According to his lawyer, Mr. Breivik has requested to appear in some kind of a uniform during the hearing — the exact kind was not known — apparently seeking a global platform for his right-wing views.
Mr. Breivik also clearly wants to leave a legacy and thinks he will create some kind of mass following, said Tore Bjorgo, one of Norway’s most respected scholars of right-wing extremism. “He had this strange idea that he will provoke a mass following, despite the violence, which is why I put it in a Christian frame,” said Mr. Bjorgo, a professor at the Norwegian Police University College.
But, the A.P. reported, the prosecution wants the hearing to be closed to the public and the media and will ask for Mr. Breivik to be held in pretrial custody for eight weeks — twice the usual span of pretrial detention. It will be up to the court to decide how to proceed, according to Oslo District Court spokeswoman Irene Ramm.
On Sunday, the royal family and average citizens alike, some traveling long distances, came to a memorial service for the dead in the Oslo Cathedral. Long lines of people of all ages and colors waited patiently and quietly, some of them crying, to lay flowers or light candles at the spreading blanket of bouquets in front of the cathedral. Someone propped up a radio on a post so those waiting could listen to the service inside. On Monday, many people gathered quietly, some in tears, in advance of a minute of silence at noon.

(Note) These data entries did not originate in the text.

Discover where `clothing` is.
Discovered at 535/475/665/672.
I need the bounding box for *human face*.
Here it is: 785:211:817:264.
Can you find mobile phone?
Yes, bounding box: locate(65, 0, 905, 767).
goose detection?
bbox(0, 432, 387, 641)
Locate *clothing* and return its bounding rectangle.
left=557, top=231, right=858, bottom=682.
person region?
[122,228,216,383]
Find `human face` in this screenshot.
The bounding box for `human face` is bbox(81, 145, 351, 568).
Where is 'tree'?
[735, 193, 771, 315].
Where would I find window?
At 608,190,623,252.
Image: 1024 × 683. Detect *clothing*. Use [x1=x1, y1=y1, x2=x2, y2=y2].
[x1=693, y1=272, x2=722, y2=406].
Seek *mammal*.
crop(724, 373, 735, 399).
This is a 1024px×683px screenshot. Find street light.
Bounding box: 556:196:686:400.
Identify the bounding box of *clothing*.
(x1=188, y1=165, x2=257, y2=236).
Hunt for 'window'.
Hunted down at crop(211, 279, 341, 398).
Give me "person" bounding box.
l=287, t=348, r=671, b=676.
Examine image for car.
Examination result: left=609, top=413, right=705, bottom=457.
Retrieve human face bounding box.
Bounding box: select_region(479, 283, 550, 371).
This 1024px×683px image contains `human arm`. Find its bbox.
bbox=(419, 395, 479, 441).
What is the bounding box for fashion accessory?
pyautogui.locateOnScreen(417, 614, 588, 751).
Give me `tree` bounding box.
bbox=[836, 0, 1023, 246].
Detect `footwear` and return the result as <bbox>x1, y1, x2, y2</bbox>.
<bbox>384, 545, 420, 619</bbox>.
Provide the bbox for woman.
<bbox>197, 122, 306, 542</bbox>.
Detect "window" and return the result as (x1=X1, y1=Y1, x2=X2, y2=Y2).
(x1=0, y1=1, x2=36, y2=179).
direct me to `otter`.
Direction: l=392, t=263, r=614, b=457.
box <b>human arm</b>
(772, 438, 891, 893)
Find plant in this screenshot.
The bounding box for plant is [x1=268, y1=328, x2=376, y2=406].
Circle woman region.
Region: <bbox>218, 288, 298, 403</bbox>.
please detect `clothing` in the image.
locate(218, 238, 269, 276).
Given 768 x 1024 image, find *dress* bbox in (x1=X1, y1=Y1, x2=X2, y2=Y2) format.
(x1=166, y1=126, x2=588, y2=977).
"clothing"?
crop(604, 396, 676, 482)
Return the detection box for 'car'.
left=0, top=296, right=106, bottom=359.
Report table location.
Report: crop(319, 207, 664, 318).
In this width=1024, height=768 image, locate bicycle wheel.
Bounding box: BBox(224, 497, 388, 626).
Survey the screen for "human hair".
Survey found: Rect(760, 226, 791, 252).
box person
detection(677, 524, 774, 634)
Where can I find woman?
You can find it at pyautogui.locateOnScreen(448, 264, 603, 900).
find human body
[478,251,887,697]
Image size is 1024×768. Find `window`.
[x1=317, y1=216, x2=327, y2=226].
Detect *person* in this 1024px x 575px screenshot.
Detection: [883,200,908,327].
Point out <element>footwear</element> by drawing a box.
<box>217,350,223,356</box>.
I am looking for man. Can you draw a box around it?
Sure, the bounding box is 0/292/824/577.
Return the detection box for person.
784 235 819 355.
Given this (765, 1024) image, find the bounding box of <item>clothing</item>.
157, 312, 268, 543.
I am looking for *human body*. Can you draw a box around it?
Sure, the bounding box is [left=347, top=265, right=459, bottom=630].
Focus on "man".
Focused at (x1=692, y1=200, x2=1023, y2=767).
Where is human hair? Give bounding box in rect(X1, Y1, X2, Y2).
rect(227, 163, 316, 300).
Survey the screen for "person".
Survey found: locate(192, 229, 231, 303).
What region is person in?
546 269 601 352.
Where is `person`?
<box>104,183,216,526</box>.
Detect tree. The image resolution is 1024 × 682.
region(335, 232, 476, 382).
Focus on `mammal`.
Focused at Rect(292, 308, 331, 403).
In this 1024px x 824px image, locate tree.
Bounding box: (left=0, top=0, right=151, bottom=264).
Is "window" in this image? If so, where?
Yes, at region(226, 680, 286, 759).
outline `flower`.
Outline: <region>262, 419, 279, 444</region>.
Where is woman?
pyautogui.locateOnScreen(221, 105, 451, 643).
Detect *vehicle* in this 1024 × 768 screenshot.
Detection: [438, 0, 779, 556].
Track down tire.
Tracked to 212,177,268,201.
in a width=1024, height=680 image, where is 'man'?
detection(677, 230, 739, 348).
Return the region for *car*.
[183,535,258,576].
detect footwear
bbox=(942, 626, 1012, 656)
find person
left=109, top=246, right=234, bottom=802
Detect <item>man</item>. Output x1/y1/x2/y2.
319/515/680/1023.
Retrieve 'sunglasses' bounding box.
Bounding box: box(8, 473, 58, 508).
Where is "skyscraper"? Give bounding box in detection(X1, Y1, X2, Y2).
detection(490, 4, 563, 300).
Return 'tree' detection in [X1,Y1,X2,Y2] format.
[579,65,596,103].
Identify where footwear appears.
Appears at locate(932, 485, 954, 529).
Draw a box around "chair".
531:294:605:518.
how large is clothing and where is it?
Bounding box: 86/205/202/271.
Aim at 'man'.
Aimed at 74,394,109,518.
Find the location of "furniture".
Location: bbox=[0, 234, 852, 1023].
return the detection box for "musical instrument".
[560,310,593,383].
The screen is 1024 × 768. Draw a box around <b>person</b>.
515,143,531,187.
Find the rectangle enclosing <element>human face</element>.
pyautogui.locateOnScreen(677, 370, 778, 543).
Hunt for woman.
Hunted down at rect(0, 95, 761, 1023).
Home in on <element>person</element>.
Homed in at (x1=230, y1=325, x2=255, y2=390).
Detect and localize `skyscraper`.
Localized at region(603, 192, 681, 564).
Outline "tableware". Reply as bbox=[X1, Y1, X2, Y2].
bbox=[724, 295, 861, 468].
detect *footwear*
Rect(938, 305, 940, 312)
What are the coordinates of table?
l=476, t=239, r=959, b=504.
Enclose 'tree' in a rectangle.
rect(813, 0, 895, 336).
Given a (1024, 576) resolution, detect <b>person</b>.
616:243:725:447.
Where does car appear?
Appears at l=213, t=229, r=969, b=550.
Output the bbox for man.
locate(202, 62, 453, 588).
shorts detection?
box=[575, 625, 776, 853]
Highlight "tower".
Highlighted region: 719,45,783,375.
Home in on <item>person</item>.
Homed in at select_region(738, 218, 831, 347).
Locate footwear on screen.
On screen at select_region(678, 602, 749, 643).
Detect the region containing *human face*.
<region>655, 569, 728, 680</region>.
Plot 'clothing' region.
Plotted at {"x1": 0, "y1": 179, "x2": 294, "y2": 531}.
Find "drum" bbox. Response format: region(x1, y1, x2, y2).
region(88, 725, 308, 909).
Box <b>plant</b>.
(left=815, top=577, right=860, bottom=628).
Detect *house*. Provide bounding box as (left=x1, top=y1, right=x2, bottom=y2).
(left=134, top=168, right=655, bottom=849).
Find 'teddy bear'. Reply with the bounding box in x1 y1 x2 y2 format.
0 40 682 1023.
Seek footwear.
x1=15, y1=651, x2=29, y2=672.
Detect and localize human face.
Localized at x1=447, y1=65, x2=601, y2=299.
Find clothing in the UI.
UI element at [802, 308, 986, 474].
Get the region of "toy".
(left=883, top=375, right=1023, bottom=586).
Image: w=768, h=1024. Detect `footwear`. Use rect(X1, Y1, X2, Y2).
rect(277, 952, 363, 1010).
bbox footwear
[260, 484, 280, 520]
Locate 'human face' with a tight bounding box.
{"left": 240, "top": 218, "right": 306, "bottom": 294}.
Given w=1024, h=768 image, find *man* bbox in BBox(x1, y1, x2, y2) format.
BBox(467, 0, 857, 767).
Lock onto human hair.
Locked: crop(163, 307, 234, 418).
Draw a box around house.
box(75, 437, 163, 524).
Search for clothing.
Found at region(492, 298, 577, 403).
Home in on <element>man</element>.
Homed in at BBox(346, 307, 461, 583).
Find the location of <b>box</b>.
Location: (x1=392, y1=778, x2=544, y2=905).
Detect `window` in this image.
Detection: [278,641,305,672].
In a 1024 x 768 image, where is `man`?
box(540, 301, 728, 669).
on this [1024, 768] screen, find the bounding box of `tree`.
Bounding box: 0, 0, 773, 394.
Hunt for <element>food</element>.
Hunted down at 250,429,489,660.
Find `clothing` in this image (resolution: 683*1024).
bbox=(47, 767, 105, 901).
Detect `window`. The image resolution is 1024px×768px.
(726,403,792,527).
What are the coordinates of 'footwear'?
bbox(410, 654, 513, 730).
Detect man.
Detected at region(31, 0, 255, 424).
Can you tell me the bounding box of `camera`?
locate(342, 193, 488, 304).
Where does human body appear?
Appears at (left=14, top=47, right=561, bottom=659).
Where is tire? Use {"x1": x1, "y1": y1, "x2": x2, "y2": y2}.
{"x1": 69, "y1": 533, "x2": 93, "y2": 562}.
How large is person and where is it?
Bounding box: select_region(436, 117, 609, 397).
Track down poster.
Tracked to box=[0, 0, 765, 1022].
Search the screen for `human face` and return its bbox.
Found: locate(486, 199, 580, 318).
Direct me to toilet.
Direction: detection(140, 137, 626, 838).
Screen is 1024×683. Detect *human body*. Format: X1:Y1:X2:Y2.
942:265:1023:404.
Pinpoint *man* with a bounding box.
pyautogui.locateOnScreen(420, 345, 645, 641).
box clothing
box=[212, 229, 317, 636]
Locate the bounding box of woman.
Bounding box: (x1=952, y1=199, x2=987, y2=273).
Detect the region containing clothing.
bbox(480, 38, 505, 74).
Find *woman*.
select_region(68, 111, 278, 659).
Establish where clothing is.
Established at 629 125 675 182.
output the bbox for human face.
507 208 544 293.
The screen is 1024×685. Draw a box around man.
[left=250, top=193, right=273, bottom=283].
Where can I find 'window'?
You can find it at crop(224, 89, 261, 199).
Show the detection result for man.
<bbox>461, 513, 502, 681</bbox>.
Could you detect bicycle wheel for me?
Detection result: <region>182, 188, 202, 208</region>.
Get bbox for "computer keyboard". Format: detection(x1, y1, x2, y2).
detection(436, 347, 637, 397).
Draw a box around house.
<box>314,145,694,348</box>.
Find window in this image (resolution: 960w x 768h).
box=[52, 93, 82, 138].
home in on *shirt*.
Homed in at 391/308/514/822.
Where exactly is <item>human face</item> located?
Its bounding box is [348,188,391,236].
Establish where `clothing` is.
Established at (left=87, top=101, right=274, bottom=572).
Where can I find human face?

At the same time, the Norwegian police and security services faced numerous questions about their slow response to the reports of shooting on the island of Utoya, where the country’s governing Labor Party was holding its annual political summer camp, considered Norway’s nursery school for future leaders. The police took an hour to arrive on the island after the first reports, and officials said that it was hard to find boats and that their helicopters were only capable of surveillance, not of shooting down the killer.
Mr. Breivik, who has cooperated with the police, had asked for an open hearing in the City Court of Oslo on Monday morning, when the police will seek to detain him on suspicion of terrorism before the prosecution brings formal charges.
Some speculated that Mr. Breivik is seeking another public platform for his anti-immigrant, anti-Muslim ideas, which center around the conservation of cultural and Christian values in the face of what he sees as a continuing effort by Islam to conquer Europe since the Ottomans were stopped at the gates of Vienna in 1683. His manifesto, called “2083 — A European Declaration of Independence,” seemed intended to reflect the 400th anniversary of the siege.
Mr. Breivik was said by analysts to have been an occasional commenter on a blog, Gates of Vienna, which is topped by these words: “At the siege of Vienna in 1683 Islam seemed poised to overrun Christian Europe. We are in a new phase of a very old war.”